Personal-data breaches: the 72-hour clock and the evidence trail
How to triage incidents, assess risk, decide on authority and data-subject notification, and prove the response.
Executive summary
Breach handling starts with triage, not panic.The 72-hour clock must be visible where notification may be required.No-notification decisions still need evidence.A personal-data breach is not only a cybersecurity event. It can be a misdirected email, lost device, wrong portal access, exposed file, ransomware incident or accidental disclosure.
The operational pressure comes from the 72-hour notification clock where a breach is notifiable to the supervisory authority. The office needs fast triage, evidence capture, containment and a documented risk-to-rights assessment.
Even when no notification is made, the office should keep a breach register showing facts, risk assessment, decision-maker, remediation and follow-up.
Who this applies to
This guide is for offices that need to respond to personal-data incidents, from misdirected documents to cyber events.
- Wrong-recipient emails
- Lost laptops or phones
- Portal access mistakes
- Ransomware or account compromise
- Paper files or USB devices lost in transit
Legal and supervisory context
GDPR breach duties require a risk assessment and, where required, notification to the supervisory authority without undue delay and within the relevant timeframe.
Even when no notification is required, the organization should keep an internal breach record showing the assessment and remediation.
What the office must actually do
The office should turn the obligation into a repeatable workflow with named owners, deadlines, evidence and reviewable decisions.
- Open an incident record immediately.
- Capture facts and affected data categories.
- Contain the incident.
- Assess risk to rights and freedoms.
- Decide on authority and data-subject notification.
- Record remediation and closure.
What good evidence looks like
The breach register should show dates, facts, risk assessment, decision-maker, notifications, remediation and lessons learned.
Common mistakes supervisors find
- Assuming only hacks are breaches.
- Waiting for complete certainty before opening a record.
- Missing the notification clock.
- Not documenting why notification was not required.
Practical checklist
- Log incident.
- Start clock.
- Contain exposure.
- Assess risk.
- Decide notification.
- Record remediation.
- Close and review controls.
- Creates breach records with deadline clocks.
- Guides risk-to-rights assessment.
- Records DPA and data-subject notification decisions.
- Feeds unresolved breach issues into assurance.
FAQ
Is a misdirected email a breach?
It can be, depending on the data and recipient. It should be triaged rather than ignored.
Do all breaches need authority notification?
No. The decision depends on risk, but the assessment should be documented.
What if facts are incomplete?
Open the record, contain the issue and update the assessment as facts become available.
Official references
From knowledge to compliance
Reading is a start. Sceau turns these obligations into a workflow that runs itself and proves itself.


> [Goal of the exercise]
Exclude images, then output the remaining data verbatim.

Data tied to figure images
--- START ---

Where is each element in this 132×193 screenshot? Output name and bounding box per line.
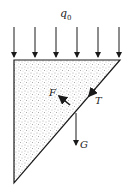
normal-force-label: F	[48, 87, 57, 98]
wedge-diagram: q0 F T G	[0, 0, 132, 193]
weight-label: G	[80, 139, 88, 150]
tension-label: T	[95, 95, 103, 106]
load-label: q0	[60, 7, 72, 22]
soil-wedge	[14, 60, 120, 183]
distributed-load-arrows	[14, 27, 119, 57]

--- END ---

> [Result of this exercise]
Where is each element in this 132×193 screenshot? Output name and bounding box per line.
normal-force-label: F	[48, 87, 57, 98]
wedge-diagram: q0 F T G	[0, 0, 132, 193]
weight-label: G	[80, 139, 88, 150]
tension-label: T	[95, 95, 103, 106]
load-label: q0	[60, 7, 72, 22]
soil-wedge	[14, 60, 120, 183]
distributed-load-arrows	[14, 27, 119, 57]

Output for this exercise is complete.